The Kansas City Star October 22, 2009
Bunker buster carries goal of deterring Iran
By Scott Canon
KANSAS CITY, Mo. Even as Washington emphasizes walking softly to pry Iran away from its nuclear ambitions, the Pentagon is speeding the manufacture of its own big stick.
This month, the Defense Department awarded $51.9 million to McDonnell Douglas to more quickly adapt a 30,000-pound bunker buster to the B-2 stealth bomber.
The GBU-57 bomb and the fleet of B-2s stationed at Whiteman Air Force Base with occasional deployments to Guam and an outpost in the Indian Ocean are widely seen as the likeliest U.S. military option for setting back Tehran's hopes for building nuclear weapons.
"There is a certain amount of wise military planning in all this," said Robert Hewson, editor of Jane's Air-Launched Weapons, "and a certain amount of saber-rattling."
The weapon is behind schedule. In 2007, officials at the bomber base east of Kansas City estimated the bomb would be B-2-ready in 2008.
Budgetary hiccups pushed the delivery date to mid-2011.
Now the testing of the bomb and the delicate job of outfitting it for any of the $2.2 billion planes is, as one Pentagon spokesman said, "back on track." It should now be ready, said Defense Department spokesman Geoff Morrell, "in the coming months."
About 20 of the bombs are being made.
"This has been a capability that we have long believed was missing from our our quiver, our arsenal, and we wanted to make sure we filled in that gap," Morrell said at a press briefing this month. "I don't think anybody should read anything into it beyond what it is. And I don't think anybody can divine potential targets or anything of that nature."
The Iranians have many uranium-enriching centrifuges at an underground location at Natanz. But on a visit to the United Nations last month, President Barack Obama announced the Iranians were building another secret nuclear facility near the holy city of Qum, this one deep in a mountain. Some speculate that the mountain facility is in response to a possible bunker buster.
The disclosure of the new facility may have put the Tehran leadership on the defensive. A tentative deal cut last week calls for Iran to ship about three-fourths of its known nuclear fuel stockpile to Russia. Once there, it would be converted into metal fuel rods practical for a nuclear power plant, but not for an atomic warhead.
But the pact is shaky, and like less-successful efforts to stymie North Korea's nuclear program, short-term advances often see reverses.
That's where the biggest-yet bunker buster comes in. By the reckoning of military analysts, the bomb is conventional by which they mean it does not carry a nuclear warhead. But it is unconventionally large.
The GBU-57 has the weight of about two elephants, stretches 20 feet and carries more than 5,300 pounds of explosive. Two will fit in the belly of a B-2.
Previously, the biggest non-nuke in the U.S. arsenal was the MOAB, massive ordnance air blast, or "Mother of All Bombs." It explodes above its target.
Four tons heavier, the GBU-57 is called a MOP, massive ordnance penetrator.
Dropping such a behemoth is complicated.
"When you let go, all of a sudden the plane is 10 percent lighter than it was a second ago," said John Pike of GlobalSecurity.org. "Planes have a tendency to pitch up when that happens."
Some published reports suggest the new bomb can burrow through 200 feet of reinforced concrete before detonating, but many analysts are skeptical. The physics of bunker busting are tricky, and even nuclear bombs can't punch into the world's most hardened targets.
Still, the bomb might be enough, if its shock can disturb the spinning centrifuges and make the sensitive devices wobble into self-destruction.
"Once you shake it up, it becomes like the inside of an engine that has thrown a rod. It tears itself apart," said Owen Cote, a security analyst at the Massachusetts Institute of Technology. "But that's not your only issue."
First, he said, Obama would have to consider if U.S. intelligence is good enough to find the right targets and whether a strike would do enough damage to the Iranian program.
Then the White House would have to calculate the backlash. Iran would have the options of punishing U.S. troops in countries on either side of it, send missiles toward Tel Aviv, Israel, or sink tankers in the Strait of Hormuz.
"If you can delay their nuclear program, that's good. Time is your friend," Cote said. "But you have to think about what (the Iranians) will do the day after you bomb them."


**Activity:** List each line of the data that holds the string "deviation", please.

○ ○ ○

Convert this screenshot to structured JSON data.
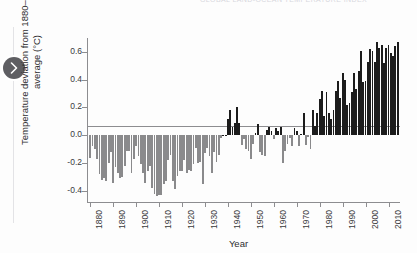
{
  "page": {
    "top_caption": "GLOBAL LAND-OCEAN TEMPERATURE INDEX",
    "background_color": "#fdfdfd"
  },
  "carousel": {
    "next_icon": "chevron-right-icon",
    "button_color": "#5e5e62",
    "rail_color": "#e3e3e6"
  },
  "chart_data": {
    "type": "bar",
    "title": "",
    "xlabel": "Year",
    "ylabel": "Temperature deviation from 1880–2010 average (°C)",
    "ylabel_line1": "Temperature deviation from 1880–2010",
    "ylabel_line2": "average (°C)",
    "xlim": [
      1879,
      2015
    ],
    "ylim": [
      -0.48,
      0.7
    ],
    "ytick_labels": [
      "0.6",
      "0.4",
      "0.2",
      "0.0",
      "-0.2",
      "-0.4"
    ],
    "ytick_values": [
      0.6,
      0.4,
      0.2,
      0.0,
      -0.2,
      -0.4
    ],
    "xtick_labels": [
      "1880",
      "1890",
      "1900",
      "1910",
      "1920",
      "1930",
      "1940",
      "1950",
      "1960",
      "1970",
      "1980",
      "1990",
      "2000",
      "2010"
    ],
    "xtick_values": [
      1880,
      1890,
      1900,
      1910,
      1920,
      1930,
      1940,
      1950,
      1960,
      1970,
      1980,
      1990,
      2000,
      2010
    ],
    "grid": false,
    "legend": "none",
    "positive_color": "#1c1c1c",
    "negative_color": "#8a8a8c",
    "axis_color": "#8d8d90",
    "x": [
      1880,
      1881,
      1882,
      1883,
      1884,
      1885,
      1886,
      1887,
      1888,
      1889,
      1890,
      1891,
      1892,
      1893,
      1894,
      1895,
      1896,
      1897,
      1898,
      1899,
      1900,
      1901,
      1902,
      1903,
      1904,
      1905,
      1906,
      1907,
      1908,
      1909,
      1910,
      1911,
      1912,
      1913,
      1914,
      1915,
      1916,
      1917,
      1918,
      1919,
      1920,
      1921,
      1922,
      1923,
      1924,
      1925,
      1926,
      1927,
      1928,
      1929,
      1930,
      1931,
      1932,
      1933,
      1934,
      1935,
      1936,
      1937,
      1938,
      1939,
      1940,
      1941,
      1942,
      1943,
      1944,
      1945,
      1946,
      1947,
      1948,
      1949,
      1950,
      1951,
      1952,
      1953,
      1954,
      1955,
      1956,
      1957,
      1958,
      1959,
      1960,
      1961,
      1962,
      1963,
      1964,
      1965,
      1966,
      1967,
      1968,
      1969,
      1970,
      1971,
      1972,
      1973,
      1974,
      1975,
      1976,
      1977,
      1978,
      1979,
      1980,
      1981,
      1982,
      1983,
      1984,
      1985,
      1986,
      1987,
      1988,
      1989,
      1990,
      1991,
      1992,
      1993,
      1994,
      1995,
      1996,
      1997,
      1998,
      1999,
      2000,
      2001,
      2002,
      2003,
      2004,
      2005,
      2006,
      2007,
      2008,
      2009,
      2010,
      2011,
      2012,
      2013,
      2014
    ],
    "values": [
      -0.16,
      -0.08,
      -0.1,
      -0.17,
      -0.28,
      -0.32,
      -0.31,
      -0.33,
      -0.2,
      -0.12,
      -0.34,
      -0.23,
      -0.27,
      -0.31,
      -0.3,
      -0.22,
      -0.11,
      -0.11,
      -0.27,
      -0.17,
      -0.08,
      -0.15,
      -0.21,
      -0.27,
      -0.34,
      -0.26,
      -0.22,
      -0.38,
      -0.42,
      -0.44,
      -0.43,
      -0.43,
      -0.35,
      -0.33,
      -0.18,
      -0.14,
      -0.33,
      -0.39,
      -0.29,
      -0.26,
      -0.26,
      -0.18,
      -0.27,
      -0.25,
      -0.26,
      -0.21,
      -0.09,
      -0.2,
      -0.19,
      -0.35,
      -0.13,
      -0.09,
      -0.15,
      -0.27,
      -0.12,
      -0.19,
      -0.14,
      -0.02,
      0.0,
      0.0,
      0.12,
      0.18,
      0.06,
      0.09,
      0.2,
      0.09,
      -0.07,
      -0.03,
      -0.1,
      -0.11,
      -0.17,
      -0.06,
      0.02,
      0.08,
      -0.12,
      -0.14,
      -0.15,
      0.04,
      0.06,
      0.03,
      -0.03,
      0.05,
      0.03,
      0.06,
      -0.2,
      -0.11,
      -0.06,
      -0.02,
      -0.08,
      0.05,
      0.03,
      -0.08,
      0.01,
      0.16,
      -0.07,
      -0.01,
      -0.1,
      0.18,
      0.07,
      0.16,
      0.26,
      0.32,
      0.14,
      0.31,
      0.16,
      0.12,
      0.18,
      0.32,
      0.39,
      0.27,
      0.45,
      0.4,
      0.22,
      0.23,
      0.31,
      0.45,
      0.33,
      0.46,
      0.61,
      0.38,
      0.39,
      0.53,
      0.62,
      0.61,
      0.53,
      0.67,
      0.63,
      0.65,
      0.52,
      0.63,
      0.65,
      0.59,
      0.57,
      0.64,
      0.67
    ]
  }
}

○ ○ ○

**Result:**
    "ylabel": "Temperature deviation from 1880–2010 average (°C)",
    "ylabel_line1": "Temperature deviation from 1880–2010",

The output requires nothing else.